Sweden backs AMD for supercomputer
Hewlett Packard Enterprise (HPE) is to build a new supercomputer for KTH Royal Institute of Technology (KTH) in Stockholm based around the latest AMD EPYC processor and Instinct GPU.
The 13.5 petaflop supercomputer is named “Dardel” in honour of a Swedish novelist, Thora Dardel, and her first husband, Nils Dardel, a post-impressionist painter. This replaces KTH’s current flagship system, Beskow, and will be housed on KTH’s main campus at the Centre for High Performance Computing (PCD).
HPE will install the first phase of the supercomputer this summer. It will feature over 65,000 CPU cores and it be ready for research use in July 2021. The second phase of the installation will consist of GPUs which will be installed later this year and be ready for use in January 2022.
Dardel will use AMD’s Infinity Architecture, which is also used for the EuroHPC LUMI pre-exascale system is currently being installed in neighbouring Finland.
The system will also include HPE’ Slingshot for HPC networking for higher speed and congestion control for data-intensive workloads, including computational fluid dynamics, biophysics and quantum chemistry.
The Dardel system will have a large CPU partition, which will be suitable for a wide range of computational applications, plus a forward-looking partition based on the GPUs, which is intended for the most computationally demanding applications.
“In recent times, we have seen a dramatic increase in the extent to which researchers need to use accelerators (mainly in the form of GPUs). We will soon be able to meet that demand through the accelerator partition in Dardel,” says Prof. Hans Karlsson, Director of the SNIC, the Swedish National Infrastructure for Computing, which is investing around SEK100m (€10m) in the system, as well as paying the operational costs for at least the next five years.
“Dardel will significantly increase the Swedish capacity for research that requires access to large-scale computational resources,” he said.
Example companies currently using PDC’s HPC systems for R&D include trucking manufacturer Scania and several technical consulting companies such as Sweco, Tyréns and FSDynamics.
“For decades, the PDC Center for High Performance Computing at the KTH Royal Institute of Technology has empowered a community of researchers to make breakthroughs across a range of industries using HPC,” said Peter Ungaro, senior vice president and general manager, HPC and Mission Critical Solutions at HPE.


■ Problem to work on: Read the records below and copy each line that contains "smaller".

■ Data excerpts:
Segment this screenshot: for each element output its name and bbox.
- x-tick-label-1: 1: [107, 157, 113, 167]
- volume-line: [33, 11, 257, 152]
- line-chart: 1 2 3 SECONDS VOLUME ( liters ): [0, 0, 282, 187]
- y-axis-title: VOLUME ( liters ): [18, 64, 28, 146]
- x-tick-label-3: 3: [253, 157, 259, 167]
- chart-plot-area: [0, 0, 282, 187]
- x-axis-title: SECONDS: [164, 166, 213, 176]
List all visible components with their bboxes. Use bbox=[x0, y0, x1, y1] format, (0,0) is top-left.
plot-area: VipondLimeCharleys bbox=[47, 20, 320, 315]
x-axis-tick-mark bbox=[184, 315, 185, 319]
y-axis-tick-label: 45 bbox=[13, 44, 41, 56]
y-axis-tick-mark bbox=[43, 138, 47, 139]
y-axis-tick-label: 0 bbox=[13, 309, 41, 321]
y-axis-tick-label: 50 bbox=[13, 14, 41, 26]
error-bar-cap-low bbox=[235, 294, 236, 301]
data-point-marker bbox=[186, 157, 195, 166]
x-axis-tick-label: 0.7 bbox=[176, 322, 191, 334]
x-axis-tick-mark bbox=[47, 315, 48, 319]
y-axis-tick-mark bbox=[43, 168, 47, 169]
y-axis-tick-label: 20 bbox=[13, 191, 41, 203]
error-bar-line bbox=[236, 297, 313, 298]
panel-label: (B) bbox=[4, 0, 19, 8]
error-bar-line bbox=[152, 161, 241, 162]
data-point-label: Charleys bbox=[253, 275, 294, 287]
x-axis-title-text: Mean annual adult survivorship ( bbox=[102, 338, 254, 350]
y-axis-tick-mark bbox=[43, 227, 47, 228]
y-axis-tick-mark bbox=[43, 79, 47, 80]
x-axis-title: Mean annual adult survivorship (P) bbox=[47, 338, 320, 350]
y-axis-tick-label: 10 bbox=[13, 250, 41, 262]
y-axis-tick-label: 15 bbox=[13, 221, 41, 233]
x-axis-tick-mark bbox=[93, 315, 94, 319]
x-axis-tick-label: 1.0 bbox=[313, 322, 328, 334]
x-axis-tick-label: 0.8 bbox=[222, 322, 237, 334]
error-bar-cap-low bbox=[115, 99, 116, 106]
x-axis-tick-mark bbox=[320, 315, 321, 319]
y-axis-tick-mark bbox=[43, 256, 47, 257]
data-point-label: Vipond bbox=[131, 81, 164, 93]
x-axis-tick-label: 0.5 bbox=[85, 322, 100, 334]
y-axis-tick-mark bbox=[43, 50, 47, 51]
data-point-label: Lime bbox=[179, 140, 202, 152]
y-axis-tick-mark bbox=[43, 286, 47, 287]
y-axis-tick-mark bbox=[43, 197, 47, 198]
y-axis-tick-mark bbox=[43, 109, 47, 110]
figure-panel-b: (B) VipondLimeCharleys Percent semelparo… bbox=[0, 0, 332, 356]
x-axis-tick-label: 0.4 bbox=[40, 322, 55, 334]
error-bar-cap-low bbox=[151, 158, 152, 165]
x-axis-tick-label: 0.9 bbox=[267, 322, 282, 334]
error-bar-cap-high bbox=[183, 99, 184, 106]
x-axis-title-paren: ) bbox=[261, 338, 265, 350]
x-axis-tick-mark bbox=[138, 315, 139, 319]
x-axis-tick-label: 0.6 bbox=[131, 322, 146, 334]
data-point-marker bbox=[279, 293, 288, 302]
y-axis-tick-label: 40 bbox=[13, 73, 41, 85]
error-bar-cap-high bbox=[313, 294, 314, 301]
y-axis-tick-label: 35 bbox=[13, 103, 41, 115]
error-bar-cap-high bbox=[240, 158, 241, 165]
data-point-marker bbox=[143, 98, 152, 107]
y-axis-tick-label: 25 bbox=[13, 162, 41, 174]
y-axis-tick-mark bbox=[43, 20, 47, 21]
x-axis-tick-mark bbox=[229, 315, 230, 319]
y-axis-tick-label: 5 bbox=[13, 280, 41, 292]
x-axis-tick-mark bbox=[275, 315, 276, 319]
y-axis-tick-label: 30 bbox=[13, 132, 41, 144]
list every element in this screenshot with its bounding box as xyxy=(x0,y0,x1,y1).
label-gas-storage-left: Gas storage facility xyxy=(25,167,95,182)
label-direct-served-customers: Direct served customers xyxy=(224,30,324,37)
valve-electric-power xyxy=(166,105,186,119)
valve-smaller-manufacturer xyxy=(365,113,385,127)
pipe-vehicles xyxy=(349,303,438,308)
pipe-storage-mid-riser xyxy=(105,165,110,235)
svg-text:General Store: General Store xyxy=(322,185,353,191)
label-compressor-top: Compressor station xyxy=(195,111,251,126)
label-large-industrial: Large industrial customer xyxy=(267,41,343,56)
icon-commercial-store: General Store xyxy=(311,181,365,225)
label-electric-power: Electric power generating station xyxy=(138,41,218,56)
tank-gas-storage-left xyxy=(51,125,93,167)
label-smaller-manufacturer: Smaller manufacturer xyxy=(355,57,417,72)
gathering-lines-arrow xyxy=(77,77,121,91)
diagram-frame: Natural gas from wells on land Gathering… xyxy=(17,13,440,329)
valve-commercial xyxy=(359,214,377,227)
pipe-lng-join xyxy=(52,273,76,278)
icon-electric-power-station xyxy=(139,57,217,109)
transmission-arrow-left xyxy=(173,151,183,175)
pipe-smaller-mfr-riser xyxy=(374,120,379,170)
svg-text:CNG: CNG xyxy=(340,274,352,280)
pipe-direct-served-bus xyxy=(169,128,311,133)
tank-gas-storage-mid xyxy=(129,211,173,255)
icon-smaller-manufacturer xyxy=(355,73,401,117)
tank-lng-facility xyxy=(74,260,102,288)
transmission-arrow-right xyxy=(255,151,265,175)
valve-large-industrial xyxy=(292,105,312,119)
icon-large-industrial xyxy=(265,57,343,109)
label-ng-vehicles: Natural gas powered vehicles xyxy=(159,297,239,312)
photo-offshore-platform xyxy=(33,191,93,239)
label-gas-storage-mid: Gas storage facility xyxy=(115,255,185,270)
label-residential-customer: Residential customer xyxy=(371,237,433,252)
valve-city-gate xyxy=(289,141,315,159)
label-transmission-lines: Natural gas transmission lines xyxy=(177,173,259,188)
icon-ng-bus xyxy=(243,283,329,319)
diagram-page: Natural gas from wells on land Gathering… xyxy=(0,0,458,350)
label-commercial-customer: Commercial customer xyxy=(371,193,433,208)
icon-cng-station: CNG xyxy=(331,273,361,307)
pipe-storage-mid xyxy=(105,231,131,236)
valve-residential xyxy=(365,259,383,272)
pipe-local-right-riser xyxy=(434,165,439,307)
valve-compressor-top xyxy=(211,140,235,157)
--
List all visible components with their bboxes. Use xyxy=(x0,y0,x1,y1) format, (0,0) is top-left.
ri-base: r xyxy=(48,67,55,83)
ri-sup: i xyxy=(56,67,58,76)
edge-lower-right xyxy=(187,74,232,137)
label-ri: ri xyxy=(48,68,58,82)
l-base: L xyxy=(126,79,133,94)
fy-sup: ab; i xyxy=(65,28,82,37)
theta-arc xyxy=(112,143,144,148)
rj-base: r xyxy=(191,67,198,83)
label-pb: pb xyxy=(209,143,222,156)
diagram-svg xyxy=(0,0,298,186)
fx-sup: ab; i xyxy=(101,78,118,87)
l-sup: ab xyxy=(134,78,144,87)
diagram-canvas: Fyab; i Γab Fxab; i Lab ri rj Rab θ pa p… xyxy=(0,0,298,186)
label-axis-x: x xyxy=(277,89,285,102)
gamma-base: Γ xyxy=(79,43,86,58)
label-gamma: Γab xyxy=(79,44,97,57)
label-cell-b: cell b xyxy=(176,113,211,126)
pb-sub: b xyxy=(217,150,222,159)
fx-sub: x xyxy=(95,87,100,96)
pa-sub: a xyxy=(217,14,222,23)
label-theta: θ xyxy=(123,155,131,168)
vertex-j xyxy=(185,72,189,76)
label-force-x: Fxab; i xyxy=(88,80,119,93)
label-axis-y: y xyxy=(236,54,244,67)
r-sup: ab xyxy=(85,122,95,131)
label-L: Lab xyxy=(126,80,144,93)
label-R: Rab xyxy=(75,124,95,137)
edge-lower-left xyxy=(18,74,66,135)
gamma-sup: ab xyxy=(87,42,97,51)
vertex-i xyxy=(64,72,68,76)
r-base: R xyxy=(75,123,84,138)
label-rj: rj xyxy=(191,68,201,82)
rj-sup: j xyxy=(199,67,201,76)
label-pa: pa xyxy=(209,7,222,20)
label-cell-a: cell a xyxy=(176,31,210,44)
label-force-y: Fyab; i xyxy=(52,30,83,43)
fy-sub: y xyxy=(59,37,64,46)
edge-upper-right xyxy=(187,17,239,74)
--
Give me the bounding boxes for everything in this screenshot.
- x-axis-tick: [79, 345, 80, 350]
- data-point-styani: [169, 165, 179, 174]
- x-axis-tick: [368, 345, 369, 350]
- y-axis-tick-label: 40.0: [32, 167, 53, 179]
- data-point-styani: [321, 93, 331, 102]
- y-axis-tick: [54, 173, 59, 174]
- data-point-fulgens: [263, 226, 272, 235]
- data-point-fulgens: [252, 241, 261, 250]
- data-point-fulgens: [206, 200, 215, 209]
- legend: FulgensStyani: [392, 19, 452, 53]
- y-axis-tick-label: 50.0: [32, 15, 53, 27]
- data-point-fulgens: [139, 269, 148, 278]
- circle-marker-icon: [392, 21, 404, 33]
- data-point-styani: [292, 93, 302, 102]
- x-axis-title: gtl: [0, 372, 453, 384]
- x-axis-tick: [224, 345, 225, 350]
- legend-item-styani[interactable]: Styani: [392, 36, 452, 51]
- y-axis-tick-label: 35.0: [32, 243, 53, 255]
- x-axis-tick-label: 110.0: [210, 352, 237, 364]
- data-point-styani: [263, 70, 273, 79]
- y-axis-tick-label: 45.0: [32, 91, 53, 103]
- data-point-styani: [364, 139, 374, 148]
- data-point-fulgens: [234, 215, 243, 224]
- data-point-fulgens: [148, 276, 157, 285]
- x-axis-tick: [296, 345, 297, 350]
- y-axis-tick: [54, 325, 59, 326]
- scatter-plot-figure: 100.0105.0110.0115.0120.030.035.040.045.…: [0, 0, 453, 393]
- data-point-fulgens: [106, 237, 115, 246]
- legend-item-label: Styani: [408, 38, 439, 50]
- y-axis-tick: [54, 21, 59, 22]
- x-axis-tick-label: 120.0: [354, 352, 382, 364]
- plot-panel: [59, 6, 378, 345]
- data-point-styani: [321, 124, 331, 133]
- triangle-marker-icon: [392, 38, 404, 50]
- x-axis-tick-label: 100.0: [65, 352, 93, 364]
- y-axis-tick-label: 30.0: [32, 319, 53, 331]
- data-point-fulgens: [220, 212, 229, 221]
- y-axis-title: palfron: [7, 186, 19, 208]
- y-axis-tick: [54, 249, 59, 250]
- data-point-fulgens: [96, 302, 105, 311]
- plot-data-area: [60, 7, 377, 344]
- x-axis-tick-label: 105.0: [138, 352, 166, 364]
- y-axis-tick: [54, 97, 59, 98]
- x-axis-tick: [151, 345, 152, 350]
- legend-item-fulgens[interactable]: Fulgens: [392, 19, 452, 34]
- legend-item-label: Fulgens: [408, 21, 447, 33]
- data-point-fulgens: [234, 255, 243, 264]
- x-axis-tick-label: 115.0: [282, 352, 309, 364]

■ Answer to this task:
valve-smaller-manufacturer xyxy=(365,113,385,127)
label-smaller-manufacturer: Smaller manufacturer xyxy=(355,57,417,72)
pipe-smaller-mfr-riser xyxy=(374,120,379,170)
icon-smaller-manufacturer xyxy=(355,73,401,117)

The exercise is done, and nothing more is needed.